Brandon answered with a sad little smile from the midst of his reverie. “It is really not so much the doubt as the certainty of it that troubles me.” Then, starting to his feet: “If I thought she had lied to me; if I thought she could wantonly lead me on to suffer so for her, I would kill her, so help me God.”
“Do not think that. Whatever her faults, and she has enough, there is no man on earth for her but you. Her love has come to her through a struggle against it because it was her master. That is the strongest and best, in fact the only, love; worth all the self-made passions in the world.”
“Yes, I believe it. I know she has faults; even my partiality cannot blind me to them, but she is as pure and chaste as a child, and as gentle, strong and true as—as—a woman. I can put it no stronger. She has these, her redeeming virtues, along with her beauty, from her plebeian grandmother, Elizabeth Woodville, who, with them, won a royal husband and elevated herself to the throne beside the chivalrous Edward. This sweet plebeian heritage bubbles up in the heart of Mary, and will not down, but neutralizes the royal poison in her veins and makes a goddess of her.” Then with a sigh: “But if her faults were a thousand times as many, and if each fault were a thousand times as great, her beauty would atone for all. Such beauty as hers can afford to have faults. Look at Helen and Cleopatra, and Agnes Sorel. Did their faults make them less attractive? Beauty covereth more sins than charity—and maketh more grief than pestilence.”
The last clause was evidently an afterthought.
After his month in Newgate with the hangman’s noose about his neck all because of Mary’s cruel neglect, I wondered if her beauty would so easily atone for her faults. I may as well tell you that he changed his mind concerning this particular doctrine of atonement.
CHAPTER XI
Louis XII a Suitor
As soon as I could leave Brandon, I had intended to go down to Windsor and give vent to my indignation toward the girls, but the more I thought about it, the surer I felt there had, somehow, been a mistake. I could not bring myself to believe that Mary had deliberately permitted matters to go to such an extreme when it was in her power to prevent it. She might have neglected her duty for a day or two, but, sooner or later, her good impulses always came to her rescue, and, with Jane by her side to urge her on, I was almost sure she would have liberated Brandon long ago—barring a blunder of some sort.
So I did not go to Windsor until a week after Brandon’s release, when the king asked me to go down with him, Wolsey and de Longueville, the French ambassador-special, for the purpose of officially offering to Mary the hand of Louis XII, and the honor of becoming queen of France.
The princess had known of the projected arrangement for many weeks, but had no thought of the present forward condition of affairs, or she would have brought her energies to bear upon Henry long before. She could not bring herself to believe that her brother would really force her into such wretchedness, and possibly he would never have done so, much as he desired it from the standpoint of personal ambition, had it not been for the petty excuse of that fatal trip to Grouche’s.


--- Required action ---
Please keep pictures out of the copy, and print exactly the lines from the one containing "What do you see at coordinates (100, 132)" through the end of the records.

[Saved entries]
════════

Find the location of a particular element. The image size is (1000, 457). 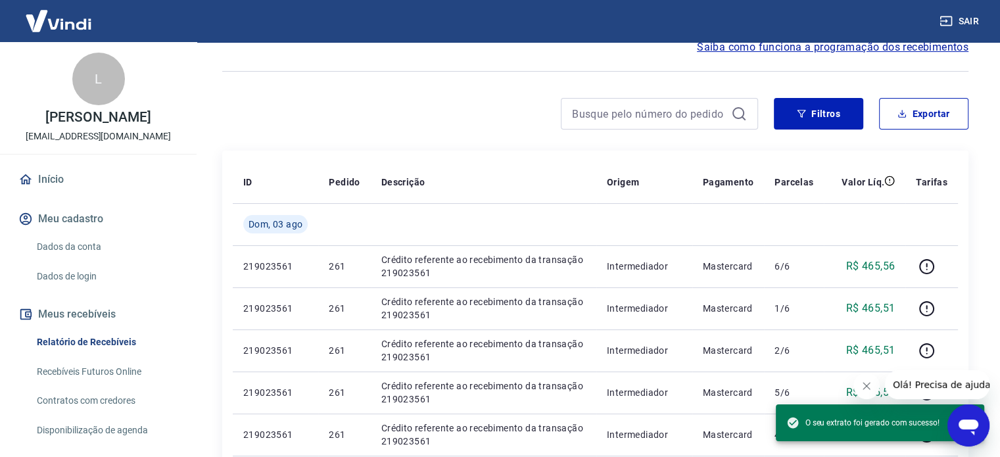

button: Exportar is located at coordinates (924, 114).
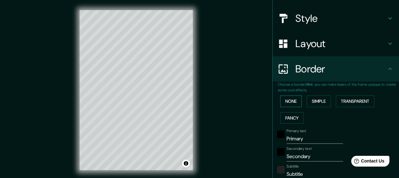  Describe the element at coordinates (336, 44) in the screenshot. I see `div: Layout` at that location.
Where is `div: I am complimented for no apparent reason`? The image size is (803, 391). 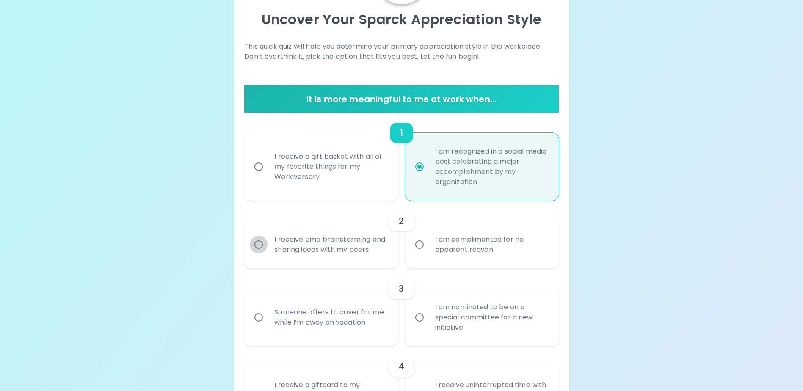
div: I am complimented for no apparent reason is located at coordinates (491, 245).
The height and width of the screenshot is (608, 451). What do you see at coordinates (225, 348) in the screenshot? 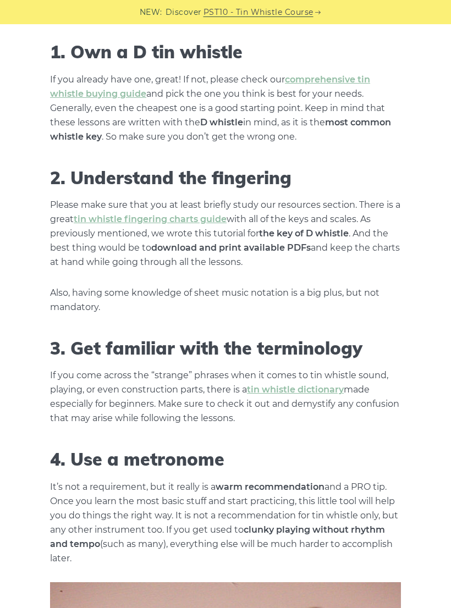
I see `h2: 3. Get familiar with the terminology` at bounding box center [225, 348].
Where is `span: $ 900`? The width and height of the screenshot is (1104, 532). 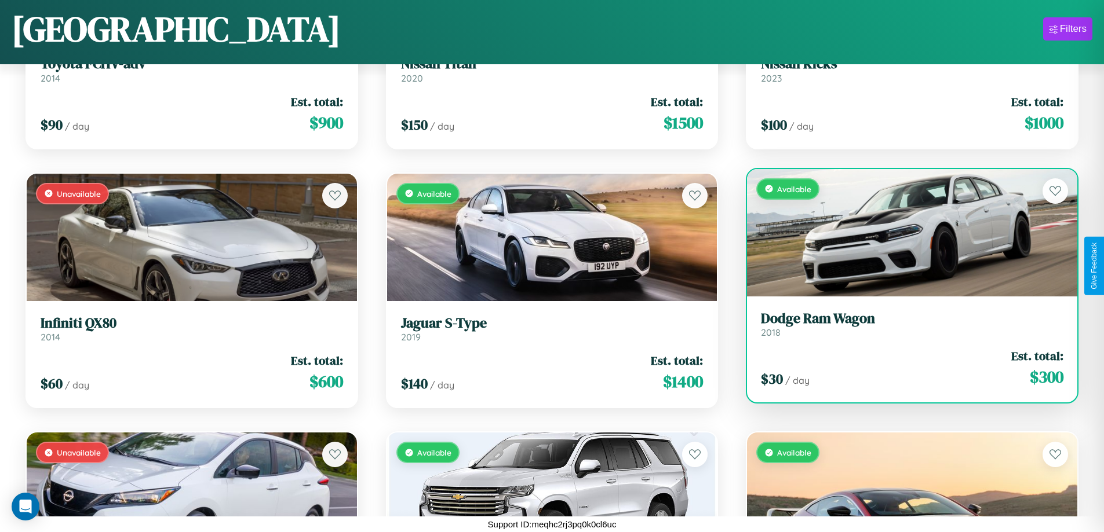 span: $ 900 is located at coordinates (326, 123).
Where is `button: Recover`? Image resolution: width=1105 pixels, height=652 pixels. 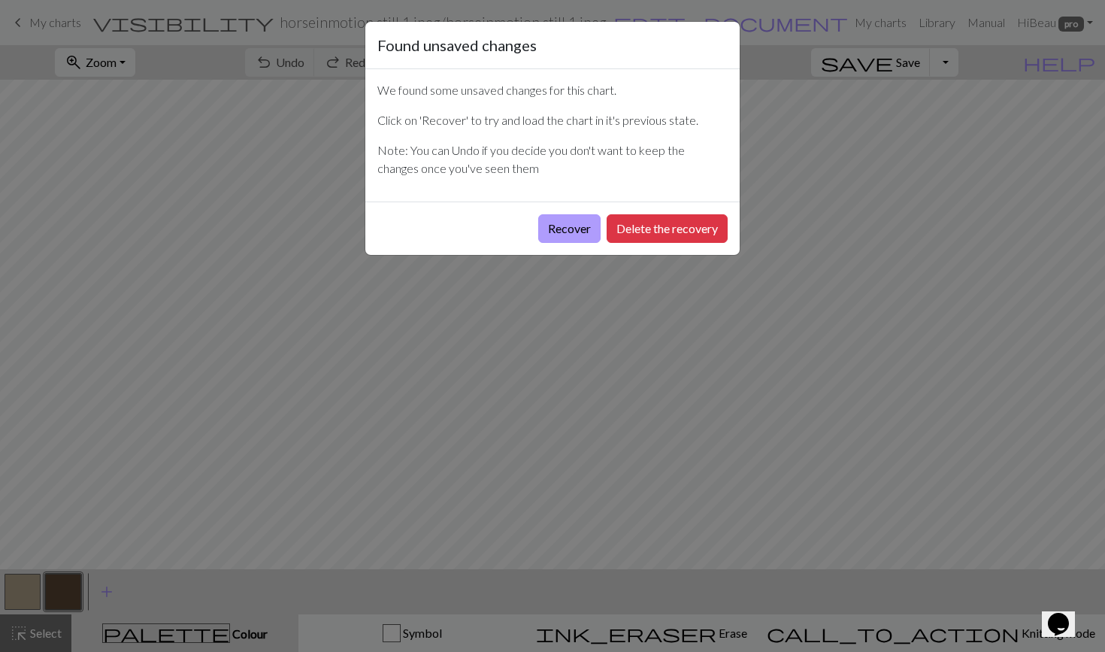
button: Recover is located at coordinates (569, 229).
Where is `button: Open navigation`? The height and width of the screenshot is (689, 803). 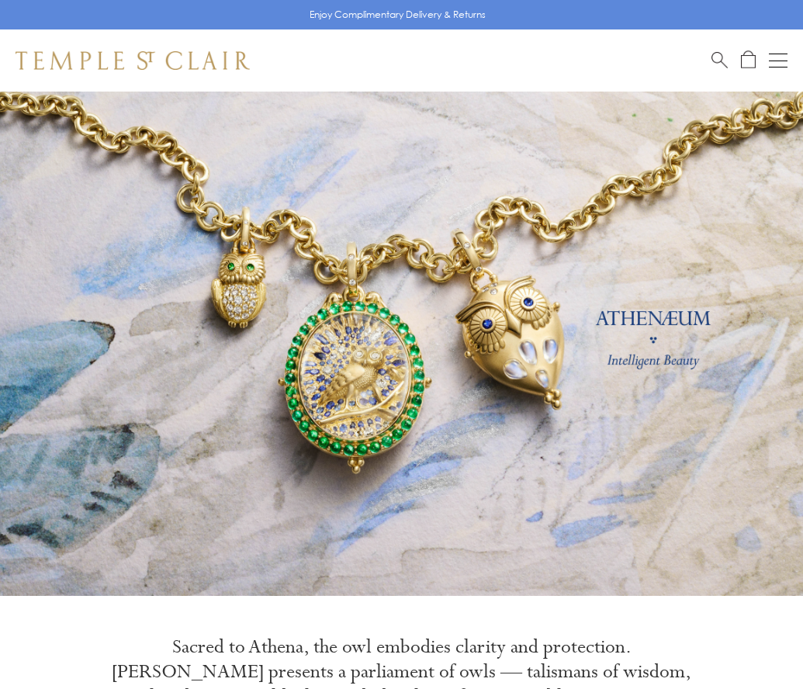
button: Open navigation is located at coordinates (779, 61).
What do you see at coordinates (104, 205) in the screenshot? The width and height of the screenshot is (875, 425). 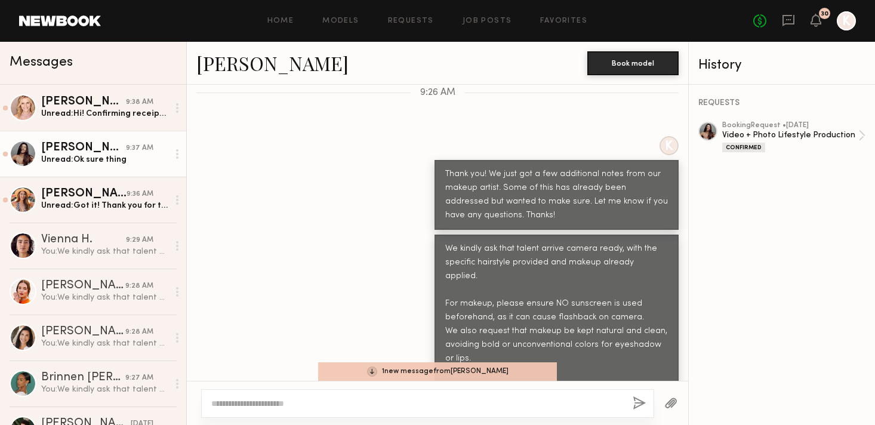 I see `div: Unread: Got it! Thank you for the update` at bounding box center [104, 205].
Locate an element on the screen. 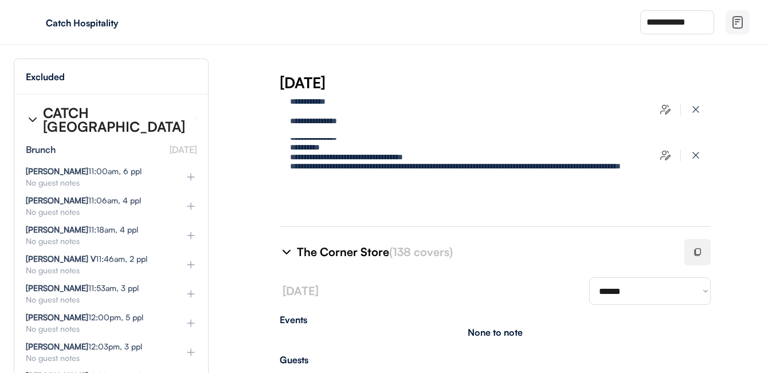 Image resolution: width=768 pixels, height=373 pixels. img: yH5BAEAAAAALAAAAAABAAEAAAIBRAA7 is located at coordinates (32, 22).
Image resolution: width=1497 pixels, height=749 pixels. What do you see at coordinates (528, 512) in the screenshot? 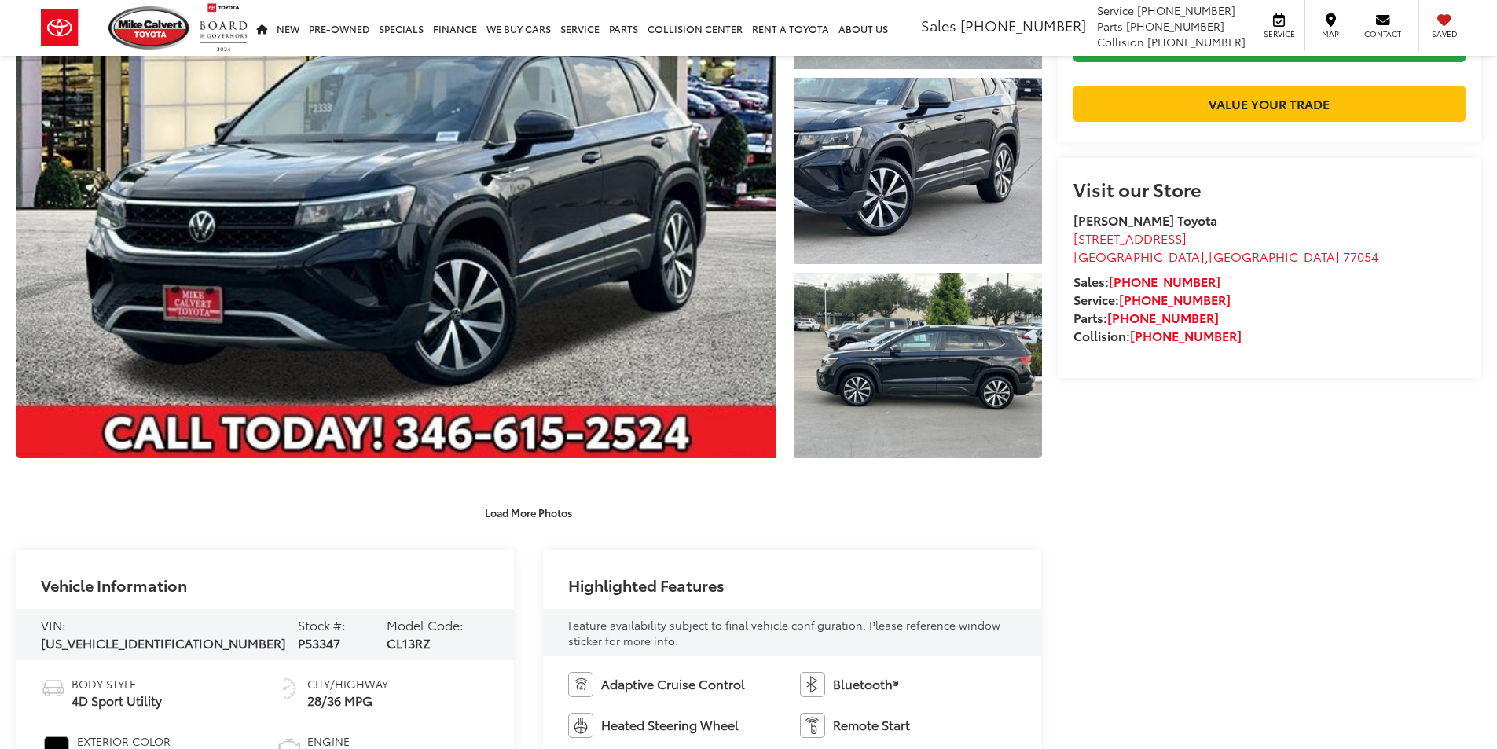
I see `button: Load More Photos` at bounding box center [528, 512].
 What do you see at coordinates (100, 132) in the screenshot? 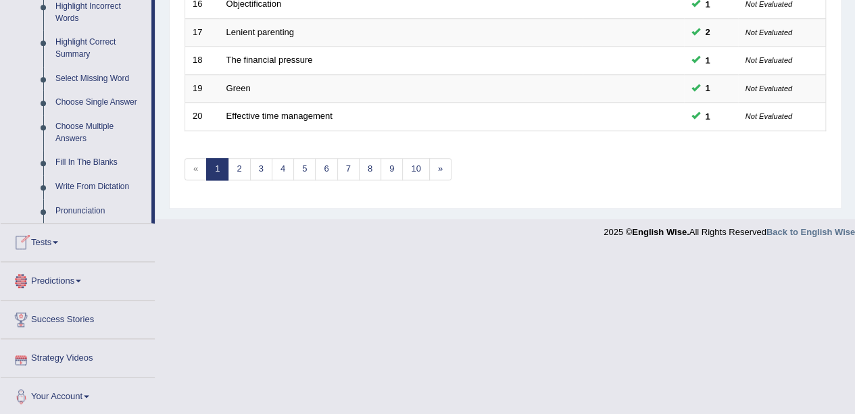
I see `a: Choose Multiple Answers` at bounding box center [100, 132].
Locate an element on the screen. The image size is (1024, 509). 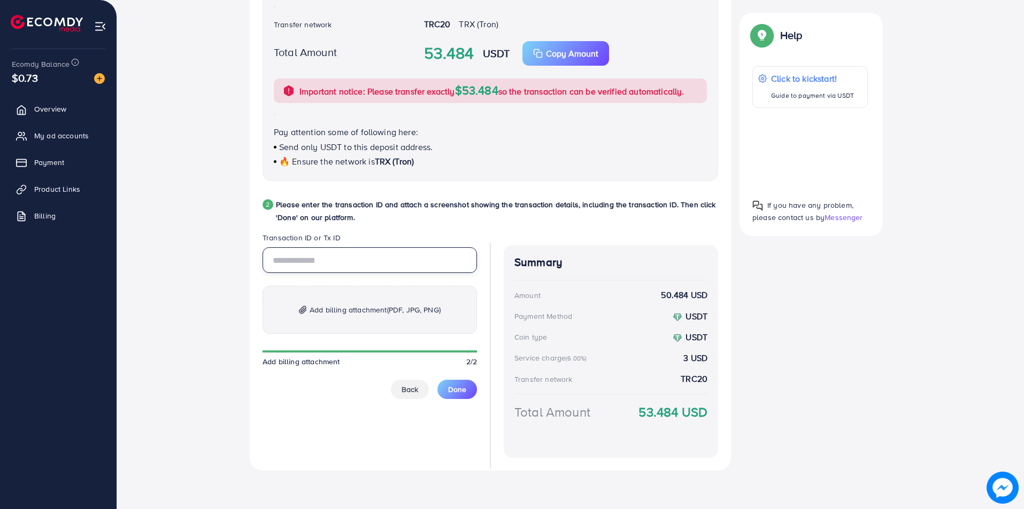
strong: 50.484 USD is located at coordinates (684, 295).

════════

--- Answer section ---
 What do you see at coordinates (100, 132) in the screenshot? 
I see `a: Choose Multiple Answers` at bounding box center [100, 132].
Locate an element on the screen. The image size is (1024, 509). 
strong: 50.484 USD is located at coordinates (684, 295).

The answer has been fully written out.